I heard a different interpretation, however. It makes sense on a national or personal level. It is unquestionably scriptural. If all before God is as naught, the closer before him we are, the more as naught we are.

In America, and many places in the world influenced by American thought or money, the most important letter in the alphabet is “I.” Whether yo, or ich, or any other first person pronoun, people tend to think that the world centers around them. The problem with this, besides being an essentially childish characteristic, is that this makes too many centers. A regular circle can have but one. The more “centers,” the more distorted the circle becomes.

Using that circle analogy we can see that the circle becomes more perfect as each of the centers gets closer to one point. When they all gather at that one point, it once again makes a perfect circle. So it is with God. The farther we are from him the more distorted our lives become. When I have “my way,” it conflicts with what another perceives as his way. It may even conflict with yesterday’s or tomorrow’s “my way.” When something happens to change my center, the circle gets distorted.

God has set a standard. He is the standard. “Be ye holy; for I am holy.” (1 Pet 1:16) He is the center of the perfect circle. What he desires is that we approach that center, that our lives may be harmonious. The more we are like him, the less we concentrate on “I.”

Jesus is one example of this. Although he is everything he was as nothing. In the garden he prayed, “Not my will but thine be done.” (Lk 22:42) “He was despised and we esteemed him not.” (Isa 53:3) That is just how he wanted to be. He would rather be “as naught” through being close to God.
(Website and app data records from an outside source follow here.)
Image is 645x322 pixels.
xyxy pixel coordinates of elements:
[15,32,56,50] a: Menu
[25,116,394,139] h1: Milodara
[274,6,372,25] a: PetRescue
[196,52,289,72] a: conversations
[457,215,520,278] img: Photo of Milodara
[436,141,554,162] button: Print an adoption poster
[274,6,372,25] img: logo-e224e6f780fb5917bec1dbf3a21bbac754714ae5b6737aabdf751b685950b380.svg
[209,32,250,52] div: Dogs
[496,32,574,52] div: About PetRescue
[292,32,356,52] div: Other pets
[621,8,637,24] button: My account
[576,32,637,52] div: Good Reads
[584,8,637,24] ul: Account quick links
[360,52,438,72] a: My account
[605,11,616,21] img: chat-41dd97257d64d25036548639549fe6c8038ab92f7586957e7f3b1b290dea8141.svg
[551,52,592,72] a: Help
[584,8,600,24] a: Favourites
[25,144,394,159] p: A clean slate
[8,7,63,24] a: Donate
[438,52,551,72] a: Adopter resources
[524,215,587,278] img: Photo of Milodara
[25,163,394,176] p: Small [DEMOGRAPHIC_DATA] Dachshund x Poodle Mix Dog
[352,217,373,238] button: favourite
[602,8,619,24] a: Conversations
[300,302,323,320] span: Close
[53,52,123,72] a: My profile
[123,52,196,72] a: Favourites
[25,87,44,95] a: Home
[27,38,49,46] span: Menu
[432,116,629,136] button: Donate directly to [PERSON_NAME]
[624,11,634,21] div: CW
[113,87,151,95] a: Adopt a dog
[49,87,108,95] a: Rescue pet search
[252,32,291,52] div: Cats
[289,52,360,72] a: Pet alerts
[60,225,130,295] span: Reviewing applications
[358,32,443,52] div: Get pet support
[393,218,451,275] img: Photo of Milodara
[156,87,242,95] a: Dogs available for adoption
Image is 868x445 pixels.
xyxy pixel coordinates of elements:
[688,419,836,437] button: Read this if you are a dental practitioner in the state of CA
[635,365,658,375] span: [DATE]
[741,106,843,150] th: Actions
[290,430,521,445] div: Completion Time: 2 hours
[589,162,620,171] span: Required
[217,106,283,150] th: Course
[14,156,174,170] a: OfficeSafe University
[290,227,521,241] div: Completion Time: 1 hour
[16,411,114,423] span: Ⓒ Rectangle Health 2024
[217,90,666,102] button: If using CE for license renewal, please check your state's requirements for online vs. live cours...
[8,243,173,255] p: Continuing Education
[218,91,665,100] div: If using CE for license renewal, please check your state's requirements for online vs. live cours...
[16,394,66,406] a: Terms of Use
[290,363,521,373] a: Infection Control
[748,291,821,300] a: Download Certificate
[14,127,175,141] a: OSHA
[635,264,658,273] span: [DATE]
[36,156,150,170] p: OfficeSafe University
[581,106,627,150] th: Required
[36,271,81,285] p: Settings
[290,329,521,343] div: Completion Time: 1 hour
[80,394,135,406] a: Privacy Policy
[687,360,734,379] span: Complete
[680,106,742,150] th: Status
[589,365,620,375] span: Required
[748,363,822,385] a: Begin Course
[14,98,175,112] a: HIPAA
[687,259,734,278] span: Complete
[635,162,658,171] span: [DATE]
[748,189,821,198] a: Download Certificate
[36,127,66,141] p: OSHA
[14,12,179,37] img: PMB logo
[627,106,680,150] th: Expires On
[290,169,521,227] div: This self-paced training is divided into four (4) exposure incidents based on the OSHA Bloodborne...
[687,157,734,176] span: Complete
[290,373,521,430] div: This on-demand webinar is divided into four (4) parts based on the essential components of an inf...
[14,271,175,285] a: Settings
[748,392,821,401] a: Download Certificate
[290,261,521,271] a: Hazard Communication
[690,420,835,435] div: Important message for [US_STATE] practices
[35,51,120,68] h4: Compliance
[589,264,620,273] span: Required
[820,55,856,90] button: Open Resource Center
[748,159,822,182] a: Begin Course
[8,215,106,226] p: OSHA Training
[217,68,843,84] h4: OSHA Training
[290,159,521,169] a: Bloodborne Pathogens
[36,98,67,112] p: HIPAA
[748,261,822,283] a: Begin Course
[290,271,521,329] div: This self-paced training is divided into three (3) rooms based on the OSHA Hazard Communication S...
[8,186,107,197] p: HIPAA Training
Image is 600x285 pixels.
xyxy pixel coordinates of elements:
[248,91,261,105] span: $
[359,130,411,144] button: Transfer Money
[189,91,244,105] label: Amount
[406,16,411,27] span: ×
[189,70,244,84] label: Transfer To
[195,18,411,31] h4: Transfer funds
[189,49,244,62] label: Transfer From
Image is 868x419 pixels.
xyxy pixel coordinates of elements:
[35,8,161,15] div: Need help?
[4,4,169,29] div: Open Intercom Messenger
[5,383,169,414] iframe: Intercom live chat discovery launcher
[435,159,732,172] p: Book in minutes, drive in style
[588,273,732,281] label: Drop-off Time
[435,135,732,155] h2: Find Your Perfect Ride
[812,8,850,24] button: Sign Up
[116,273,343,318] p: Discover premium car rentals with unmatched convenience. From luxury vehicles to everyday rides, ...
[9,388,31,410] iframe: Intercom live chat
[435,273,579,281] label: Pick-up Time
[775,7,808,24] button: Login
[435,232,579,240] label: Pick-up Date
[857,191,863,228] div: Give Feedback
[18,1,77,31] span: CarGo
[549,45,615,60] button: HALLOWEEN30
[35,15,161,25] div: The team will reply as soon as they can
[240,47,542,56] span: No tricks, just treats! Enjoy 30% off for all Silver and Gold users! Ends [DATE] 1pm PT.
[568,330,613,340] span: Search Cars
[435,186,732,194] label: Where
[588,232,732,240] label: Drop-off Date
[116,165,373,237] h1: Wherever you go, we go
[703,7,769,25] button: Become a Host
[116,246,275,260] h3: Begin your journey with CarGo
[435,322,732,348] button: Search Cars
Paul put it a little differently. Yet what he said to the Galatians means the same thing.

I am crucified with Christ: nevertheless I live; yet not I, but Christ liveth in me: and the life which I now live in the flesh I live by the faith of the Son of God, who loved me, and gave himself for me. (Gal 2:20)

How, then, do we come more before God? David said, “bring an offering, and come before him: worship the LORD in the beauty of holiness.” (1 Chrn 16:29) The offering he wants is ourselves. “I beseech you therefore, brethren, by the mercies of God, that ye present your bodies a living sacrifice, holy, acceptable unto God, which is your reasonable service.” (Rom 12:1) “Wherewith shall I come before the LORD? What doth the LORD require of thee, but to do justly, and to love mercy, and to walk humbly with thy God?” (Mic 6:6,8) Justice, mercy, and humility. These don’t sound like the words of one who is self-centered.

If our lives are hidden in Christ, how can we live the life of “I?” The more we are “as God,” the more we are “as naught.”